Tom Baxter: I still can't get over the fact that hours ago I was in an Egyptian tomb. I didn't know any of you wonderful people, and here I am now! I'm on the verge of a madcap Manhattan weekend!
Dr. Manhattan: Adrian, stop this. The tachyons were clever. But even if I can't predict where you are I can still turn the walls to glass. I should thank you. I'd almost forgotten the excitement of *not* knowing. The delights of uncertainty.
Christy: We heard Manhattan before we ever saw it, a thousand strange voices coming from everywhere. And you're not going to believe this, but we had to go under the water to get to the city. And we lost contact with everything; it was like we were o...
It's very important to go back and keep in mind the distinction between handling these events as criminal acts, which was the way we did before 9/11, and then looking at 9/11 and saying, 'This is not a criminal act,' not when you destroy 16 acres of ...
What is more dramatic, even romantic, than the tumbled towers of lower Manhattan, rising suddenly to the clouds like a magic castle girdled by water? Its very touch of jumbled jaggedness, its towering-sided canyons, are its magnificence.
Visiting any shop for the first time is exciting. There's always that buzz as you push open the door; that hope; that belief - that this is going to be the shop of all shops, which will bring you everything you ever wanted, at magically low prices.
That's the trouble with having the whole world love you. One day, you wake up and it's flirting with your best friend instead. And you don't know what to do. You're thrown.
She imagined herself whirling breathlessly beneath the flashing lights of some impossibly chic Manhattan disco. Suddenly, a hand touches her arm. She turns. ‘Pardon me,’ Mick Jagger says, 'I believe this next dance is mine.
If I ask you to write down the last 4 digits of your social security number, and then take you out to lunch and ask you how many dentists there are in Manhattan, there's going to be a high correlation between those two numbers. What happens is that t...
Manhattan in the morning is a living stream of Purpose; everyone's got a place to be and a problem on their mind. That doesn't mean it's and unfriendly place -- just busy and preoccupied. Personally, I love it. I'm a social creature but there are tim...
The ghosts of Manhattan are not the spirits of the propertied classes; these are entombed in their names, their works, their constructions. New York's ghosts are the unresting souls of the poor, the marginal, the dispossessed, the depraved, the defec...
I was part of that group of kids growing up in the '80s under the Reagan regime, what I used to call 'living in the shadow of Dr. Manhattan,' where we would have dreams all the time that New York City was being destroyed, and that that wall of light ...
Dr. Martin Bettes: My wife is Melvin Udall's publisher. She said that I was to take excellent care of this little guy because you are urgently needed back at work. What kind of work do you do? Carol Connelly: I'm a waitress. Beverly Connelly: In Manh...
Carol Lipton: Well, listen, I think maybe I will go back to seeing my shrink, I think, I think I... Larry Lipton: You don't have to see your shrink, there's nothing wrong with you that can't be cured with a little Prozac and a polo mallet.
Cyclops: All right, we can insert here at the George Washington Bridge, come around the bank just off of Manhattan, land on the far side of Liberty Island, here. Wolverine: What about harbor patrol, radar? Cyclops: If they have anything that can pick...
World Security Council: Director Fury, the council has made a decision. Nick Fury: I recognise the council has made a decision, but given that it's a stupid-ass decision, I've elected to ignore it. World Security Council: It's a nuclear missile to ta...
There's a reason why forty, fifty, and sixty don't look the way they used to, and it's not because of feminism, or better living through exercise. It's because of hair dye. In the 1950's only 7 percent of American women dyed their hair; today there a...
When I thought about Detroit, I would think big city, very urban - not a lot of places to walk around, not a lot of parks. I sort of pictured Manhattan almost, where, besides Central Park, it's all city and big buildings. But now that I'm here, you s...
I get invited to do panels with other Brooklyn writers to discuss what it's like to be a writer in Brooklyn. I expect it's like writing in Manhattan, but there aren't as many tourists walking very slowly in front of you when you step out for coffee. ...
I live in Manhattan but travel all around the world; I moved to Paris when I was 16; I lived in London twice. It's kind of like, if I want to move somewhere, I don't have anything holding me back. I don't have children. If I wanna live in a certain p...
[last lines] Carol Lipton: You were jealous of Ted. Larry Lipton: Ted, you've gotta be kidding, take away his elevator shoes and his fake suntan and his capped teeth and what do you have? Carol Lipton: You! Larry Lipton: Right, I like that!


◆ **Exercise requirements**
Repeat exactly the lines of the entries below from the one with "Probe for *person*." through the one with "Image: [1024, 588].", both ends included, and nothing else.

◆ **Source material**
+++

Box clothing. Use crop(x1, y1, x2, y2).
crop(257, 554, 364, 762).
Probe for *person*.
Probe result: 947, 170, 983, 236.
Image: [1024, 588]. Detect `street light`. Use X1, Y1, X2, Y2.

+++

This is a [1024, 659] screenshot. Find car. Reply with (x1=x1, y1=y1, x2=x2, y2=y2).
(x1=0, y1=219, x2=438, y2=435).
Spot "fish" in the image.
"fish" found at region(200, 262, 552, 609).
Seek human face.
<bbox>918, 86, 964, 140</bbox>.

+++

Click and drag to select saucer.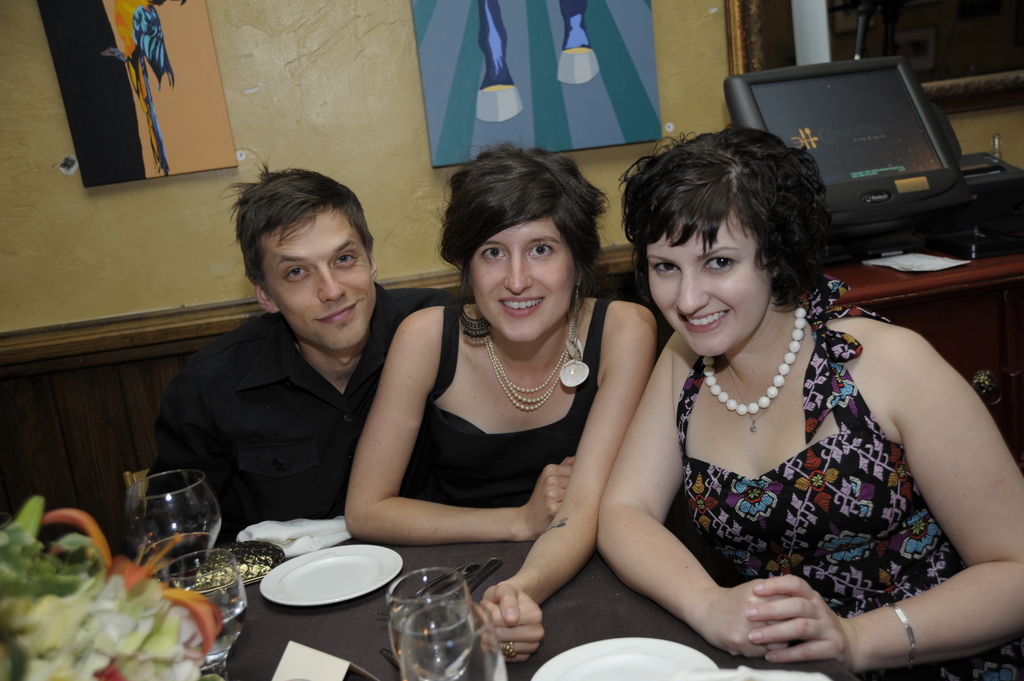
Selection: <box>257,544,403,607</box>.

+++

◆ **Response area**
Probe for *person*.
Probe result: 947, 170, 983, 236.
Image: [1024, 588]. Detect `street light`. Use X1, Y1, X2, Y2.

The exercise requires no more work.